When Karen Koellner reached for her phone charger while in bed one night, she felt pain. Curious, she got up and went to her bathroom mirror to check — and her instinct told her something was definitely wrong. She found a lump in her armpit and knew it might be cancer.
The next day, she called her doctor, who referred her to Mayo Clinic's Arizona campus. Fear set in as she expected to wait days before getting an appointment.
Instead, she received a call within two hours.
Manual processes and paperwork are often part of healthcare, but these tasks can take valuable time away from patient care. They can also delay care for patients who need it most.

That is beginning to change.
Intelligent automation helps Mayo Clinic move faster and smarter. A new automation initiative is already improving the experience for patients like Karen, who was diagnosed with stage 3 breast cancer. An intelligent referral processing system flagged her case as urgent based on clinical patterns, prompting staff to reach out right away. Her appointments were scheduled across multiple specialties the next day, with care teams coordinating across states, disciplines and workflows.
"Being seen by an oncologist quickly was important to me," Karen says. "I was able to move forward with a treatment plan rather than waiting and worrying about the unknown."
The automated document referral system was developed at Mayo Clinic to triage incoming patient referrals using generative artificial intelligence (AI) in place of faxes, which had to be processed by hand. By eliminating one of the most time-consuming administrative workflows, the system shortens referral timelines and strengthens coordination across care teams. That means staff can spend more time focused on patients — and anxious patients like Karen experience less of a wait during the critical time between diagnosis and their first appointment.
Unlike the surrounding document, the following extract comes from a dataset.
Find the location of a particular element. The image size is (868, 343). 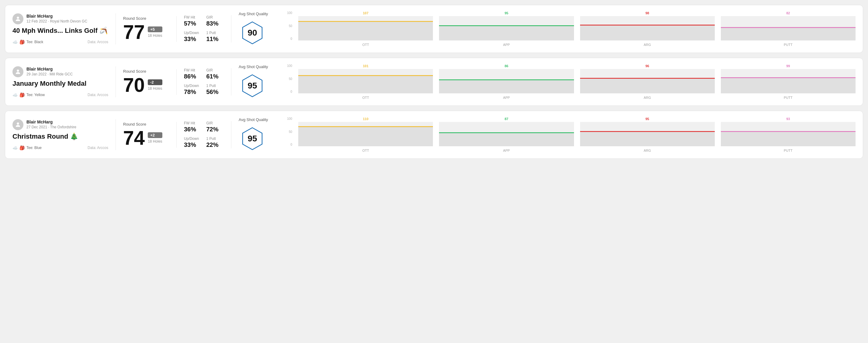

"That is a crucial time period for patients with serious and complex medical conditions, when every moment truly matters," says Erin Layman, operations manager for Hematology and Medical Oncology at Mayo Clinic in Arizona. "It's important to have an intelligent system that can pull information from multiple documents, summarize it and allow staff to quickly review for accuracy. That helps move high-risk patients through the process much faster."
Karen calls it a game-changer in healthcare.
"Automation for patients with time-sensitive, critical diseases such as cancer has the potential to save lives by getting treatment plans started as soon as possible," she says.
The system, used in multiple departments across Mayo Clinic, worked to Karen’s advantage. Now finished with her treatment, she says she's feeling much better and is grateful to be cancer-free.